Covering up shoddy statistics work a gross ethical failure by ministry

It is reprehensible to continue improperly handling data for statistics and to cover up the wrongful practice so that it is not discovered. The Land, Infrastructure, Transport and Tourism Ministry needs to take the matter seriously. It must make efforts to clarify its responsibility and take thorough measures to prevent a recurrence of similar irregularities.

A third-party panel has compiled a report on the ministry’s rewriting and double-counting of data for statistics on orders for construction projects. The report criticized the ministry for not disclosing the fact even after it became aware of the wrongdoing and trying to evade its responsibility.

According to the report, the rewriting of data had already begun in fiscal 2000 when the current data format for statistics was adopted, and the method was inherited from the time when the previous format was used.

When construction companies missed monthly deadlines to submit to prefectural governments their reports on construction orders received and instead later turned in multiple months’ worth of such data all together, the ministry instructed prefectural governments to treat the combined orders as the figure for the latest month when the delayed reports were submitted all at once.

In the report, the ministry said it gave such an instruction because it was concerned that annual orders might otherwise appear lower than they actually were. However, there is no way the ministry should have been allowed to rewrite the figures at its own discretion after they had been collected.

From fiscal 2013, the ministry adopted a method of using estimated figures for companies that failed to turn in their order receipts on time, resulting in double-counting of data. According to the report, this information was not shared between officials in charge of practical data collection and other officials, higher than assistant division chiefs, who had decided to introduce estimated figures.

These statistics are one of the nation’s fundamental statistics used in compilation of its gross domestic product (GDP) data, and can affect its policy decisions. Although the report said that the panel could not confirm whether the ministry intended to manipulate the figures for the sake of the administrations at that time, the government should speed up its review of the impact on GDP.

After 2018, when it was revealed that the Health, Labor and Welfare Ministry had engaged in irregularities in keeping statistics, all fundamental government statistics were inspected simultaneously. At that time, a section chief in charge at the infrastructure ministry consulted his superiors about how to deal with the irregularities, but the recently revealed improper handling of construction orders was not considered to be problematic.

In June 2019, a newly appointed assistant division chief in charge demanded that the rewriting be stopped, but that person’s boss did not accept the demand, the report said.

In both cases, the ministry may have been afraid that the problem would be brought to light and its responsibility would be questioned. It completely lacked the ability to clean up its act.

In November 2019, the ministry instructed prefectural governments to stop rewriting the data after the Board of Audit pointed out the wrongdoing. However, until March last year, the ministry itself continued to record some late-submitted cumulative figures for multiple months as current figures to avoid a situation in which the figures would decrease drastically compared with those in the past.

When the infrastructure ministry tried to change its method of using estimated figures for other construction-related statistics in 2020, it submitted materials to a committee of the Internal Affairs and Communications Ministry in charge of statistics. Taking advantage of this opportunity, it quietly included in the materials explanations of the method to process combined figures in the construction orders as a reference. The infrastructure ministry gave the impression that the combined figures method had been approved by the internal affairs ministry. Can it be said that there was no intention to cover up the wrongdoing?

The government as a whole must renew its awareness of the significance of statistics and expedite the appropriate allocation of personnel, among other steps.

— The original Japanese article appeared in The Yomiuri Shimbun on Jan. 20, 2022.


**TASK DETAILS:** Output the entries exactly. Start at the first line, finish with the line containing "Task: Click on the a: Community", and omit the pictures.

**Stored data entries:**
- Opening Delimiter -
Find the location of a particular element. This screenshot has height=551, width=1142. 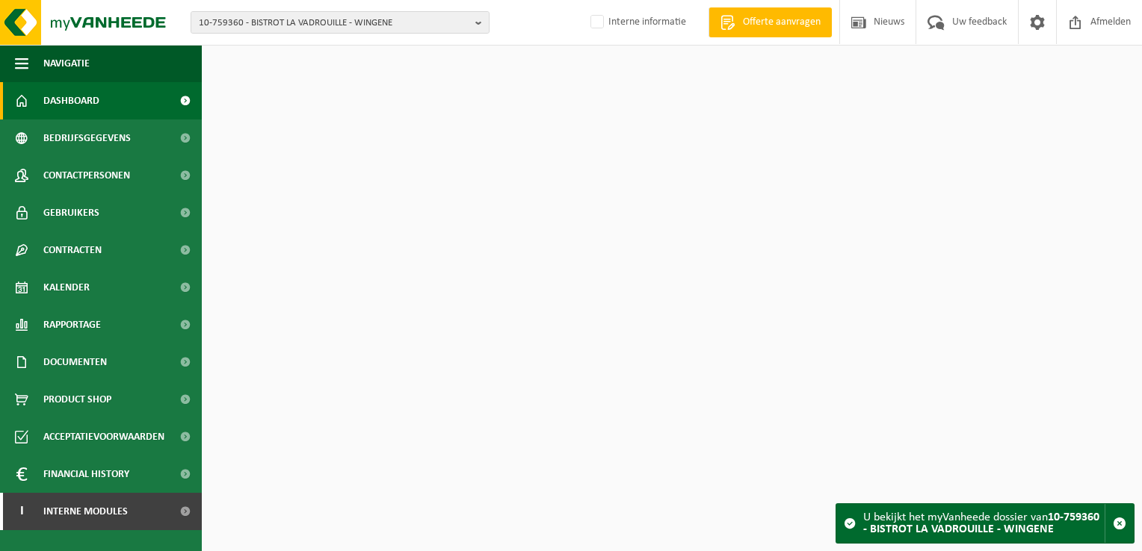

span: Kalender is located at coordinates (66, 288).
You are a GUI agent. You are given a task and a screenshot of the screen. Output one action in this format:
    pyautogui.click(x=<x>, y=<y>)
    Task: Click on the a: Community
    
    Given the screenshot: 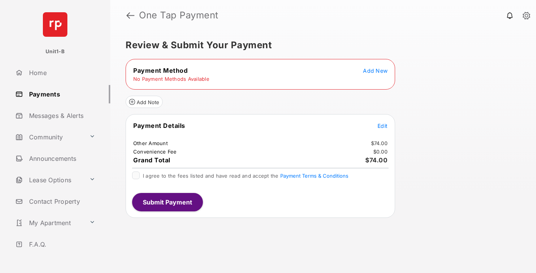 What is the action you would take?
    pyautogui.click(x=49, y=137)
    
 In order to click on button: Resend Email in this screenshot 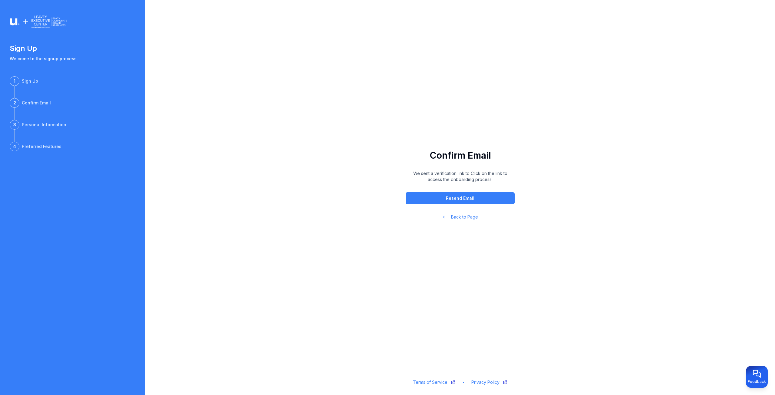, I will do `click(460, 198)`.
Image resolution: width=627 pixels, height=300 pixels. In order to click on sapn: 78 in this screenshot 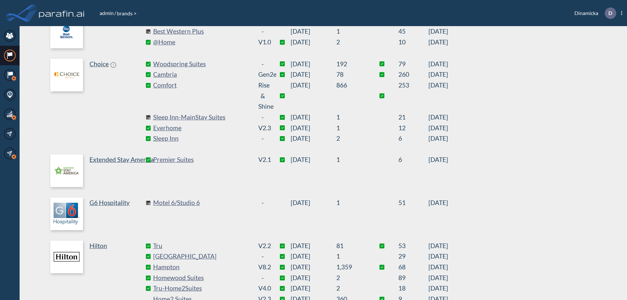, I will do `click(351, 75)`.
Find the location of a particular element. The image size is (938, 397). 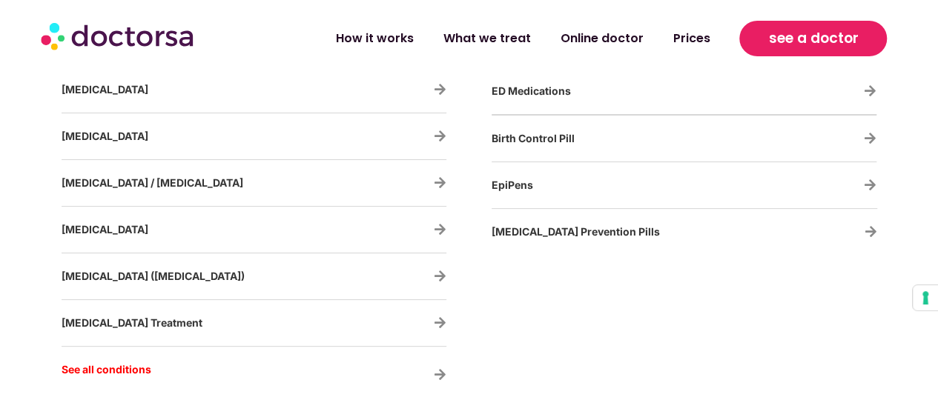

a: Prices is located at coordinates (691, 39).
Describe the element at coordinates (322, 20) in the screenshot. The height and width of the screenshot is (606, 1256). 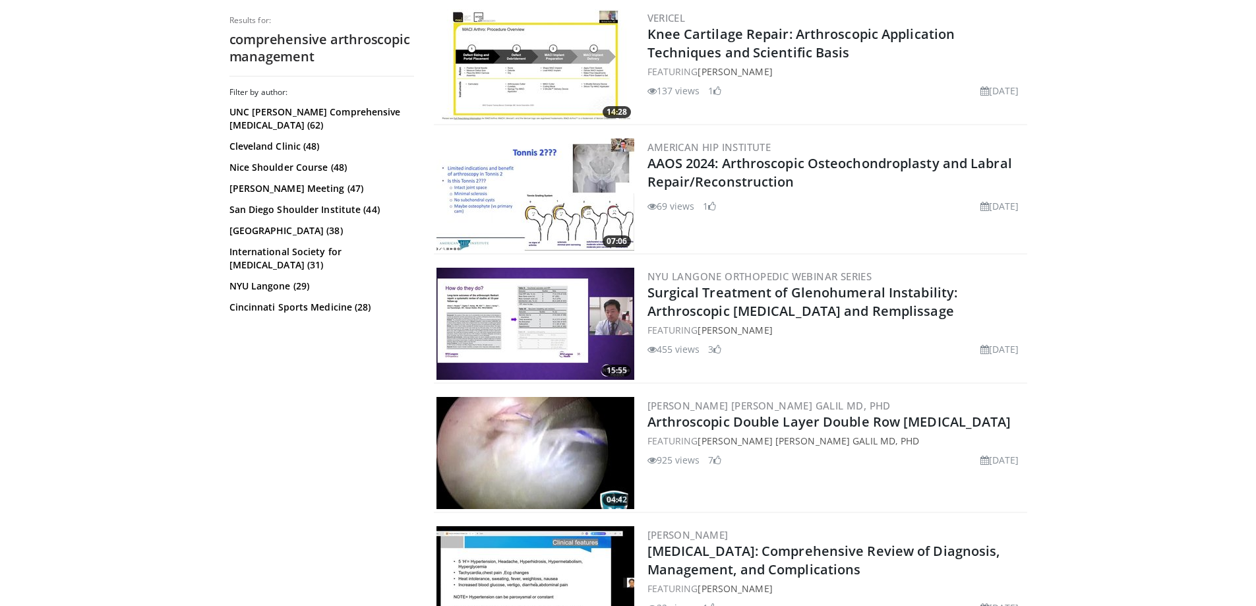
I see `p: Results for:` at that location.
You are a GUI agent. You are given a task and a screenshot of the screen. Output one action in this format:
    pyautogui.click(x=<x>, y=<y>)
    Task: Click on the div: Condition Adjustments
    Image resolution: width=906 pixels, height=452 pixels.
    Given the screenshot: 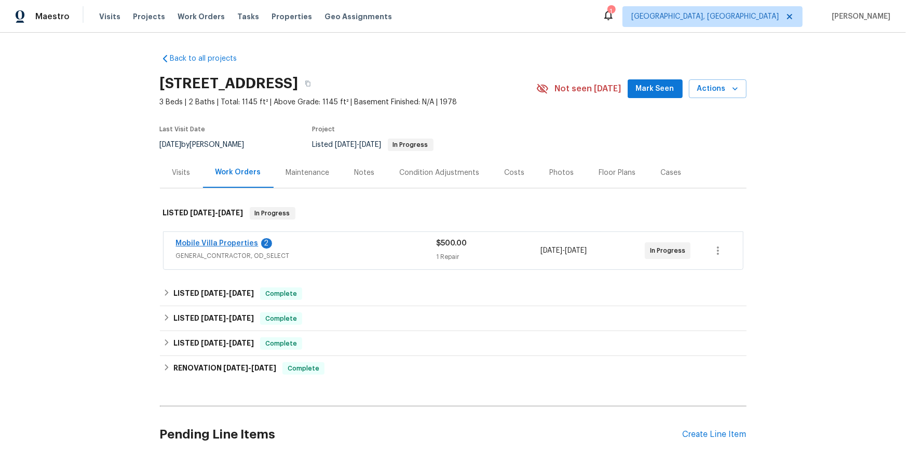 What is the action you would take?
    pyautogui.click(x=440, y=173)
- Closing Delimiter -
**SOLUTION FOR THIS TASK:**
Find the location of a particular element. This screenshot has height=551, width=1142. 

span: Kalender is located at coordinates (66, 288).
You are a GUI agent. You are given a task and a screenshot of the screen. Output one action in this format:
    pyautogui.click(x=<x>, y=<y>)
    Task: Click on the a: Community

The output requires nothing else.